Synaptopus/README.md

3.8 KiB

Synaptopus

Many minds, one workbench.

Synaptopus is a multi-architecture artificial neural systems lab for composing, comparing, and teaching interacting network models.

The repository is intended as a broader home for reusable artificial neural system components, pedagogical tooling, and hybrid systems that combine unlike architectures into a single executable process. The thesis-derived composition system developed in the neighboring repository is one important origin point, but it is not the boundary of the idea.

What Synaptopus Is For

  • Building systems in which different neural architectures play different roles
  • Comparing architecture families under a common execution model
  • Teaching artificial neural systems through inspectable, stepwise behavior
  • Supporting both domain-specific applications and cross-domain experiments
  • Providing a basis for future graphical and browser-based experimentation tools

Design Direction

Synaptopus is meant to support systems built from cooperating components such as:

  • generators
  • critics
  • categorizers
  • controllers
  • analyzers

The emphasis is on explicit interaction among heterogeneous models rather than a single monolithic network.

Initial Provenance

The immediate historical provenance of this repository is a 1988-1989 master's thesis project by Wesley Royce Elsberry, implemented in Turbo Pascal, which combined Hopfield-style generation, backpropagation-based evaluation, and ART-style categorization in a hybrid musical composition system.

That work has already been reconstructed in Python elsewhere as a thesis-focused project. Synaptopus is the next abstraction layer: a more general repository for multi-architecture artificial neural systems, their interfaces, their orchestration, and their pedagogical presentation.

See docs/HISTORY.md for the longer provenance note. See docs/ARCHITECTURE.md for the current execution and serialization model.
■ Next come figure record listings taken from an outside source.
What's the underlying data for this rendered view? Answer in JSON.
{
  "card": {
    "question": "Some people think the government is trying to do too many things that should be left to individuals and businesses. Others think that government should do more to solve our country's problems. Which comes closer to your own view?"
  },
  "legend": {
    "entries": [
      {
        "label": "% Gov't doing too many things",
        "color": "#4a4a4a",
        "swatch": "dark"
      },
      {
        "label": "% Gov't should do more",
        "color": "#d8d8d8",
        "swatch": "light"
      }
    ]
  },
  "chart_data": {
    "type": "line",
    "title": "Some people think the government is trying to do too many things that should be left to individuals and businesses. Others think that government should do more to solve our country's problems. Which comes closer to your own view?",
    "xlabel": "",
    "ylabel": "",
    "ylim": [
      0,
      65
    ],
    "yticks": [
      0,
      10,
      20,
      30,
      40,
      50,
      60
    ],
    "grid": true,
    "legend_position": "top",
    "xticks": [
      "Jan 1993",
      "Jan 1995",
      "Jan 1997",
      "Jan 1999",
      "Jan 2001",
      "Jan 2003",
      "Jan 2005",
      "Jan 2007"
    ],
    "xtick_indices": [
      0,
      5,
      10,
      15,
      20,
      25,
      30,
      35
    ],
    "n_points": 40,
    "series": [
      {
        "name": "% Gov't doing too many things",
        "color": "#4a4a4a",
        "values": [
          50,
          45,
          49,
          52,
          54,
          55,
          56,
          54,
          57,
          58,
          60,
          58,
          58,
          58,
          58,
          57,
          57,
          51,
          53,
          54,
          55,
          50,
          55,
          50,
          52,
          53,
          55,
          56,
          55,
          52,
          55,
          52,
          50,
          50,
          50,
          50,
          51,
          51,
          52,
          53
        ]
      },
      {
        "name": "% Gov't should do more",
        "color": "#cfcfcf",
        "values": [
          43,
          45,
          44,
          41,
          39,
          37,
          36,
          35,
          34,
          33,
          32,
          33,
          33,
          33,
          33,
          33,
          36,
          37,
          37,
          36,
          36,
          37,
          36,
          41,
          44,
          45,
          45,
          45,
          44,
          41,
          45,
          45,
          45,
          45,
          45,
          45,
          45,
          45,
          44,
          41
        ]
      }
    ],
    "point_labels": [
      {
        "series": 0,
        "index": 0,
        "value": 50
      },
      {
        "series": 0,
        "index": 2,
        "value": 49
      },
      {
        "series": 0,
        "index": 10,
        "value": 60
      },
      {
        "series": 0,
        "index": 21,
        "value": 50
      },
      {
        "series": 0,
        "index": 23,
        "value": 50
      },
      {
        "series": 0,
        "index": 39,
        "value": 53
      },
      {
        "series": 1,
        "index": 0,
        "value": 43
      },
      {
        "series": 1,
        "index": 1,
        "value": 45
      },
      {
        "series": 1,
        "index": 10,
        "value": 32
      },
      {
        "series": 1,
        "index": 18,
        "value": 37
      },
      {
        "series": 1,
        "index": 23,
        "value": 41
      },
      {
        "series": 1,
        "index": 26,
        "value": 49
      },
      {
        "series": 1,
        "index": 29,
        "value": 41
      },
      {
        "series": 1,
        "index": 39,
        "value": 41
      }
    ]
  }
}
See docs/FORMATS.md for the current JSON artifact contracts and examples. See docs/ROADMAP.md for the broader project plan. See typescript/README.md for the first TypeScript-side contract layer. See viewer/index.html for the minimal browser-based trace viewer.

For the smoothest viewer workflow:

PYTHONPATH=src python -m synaptopus ./artifacts --demo parity_pressure
python -m http.server 8000

Then load http://127.0.0.1:8000/artifacts/manifest.json in the viewer's manifest URL field.

If you want a checkpointable run artifact as well:

PYTHONPATH=src python -m synaptopus ./artifacts \
  --demo parity_pressure \
  --accepted-count 4 \
  --snapshot-after-accepted 2

That writes snapshot.json alongside the graph, trace, report, and manifest artifacts. The snapshot captures the demo state plus mutable network internals so the run can be resumed later rather than replayed from scratch.

Planned Scope

  • reusable architecture interfaces
  • generic network implementations
  • mixed-family example systems
  • domain adapters and example tasks
  • execution tracing and information-theoretic analysis
  • visual tooling for inspecting interacting systems
  • a future JavaScript and web-based driver

Repository Layout

src/synaptopus/   package code
docs/             project notes, provenance, and architecture documents

Status

This repository is now past the pure-scaffold stage. It contains the first generic runtime, reporting, serialization, graph, backpropagation, ART1, and Hopfield layers, plus internal mixed-family demos built on the generic orchestration model. The exporter can emit artifacts for more than one internal demo and can now save checkpointable snapshot artifacts for later resume, while the thesis-derived Python implementation remains the historical reference for the first complete hybrid system.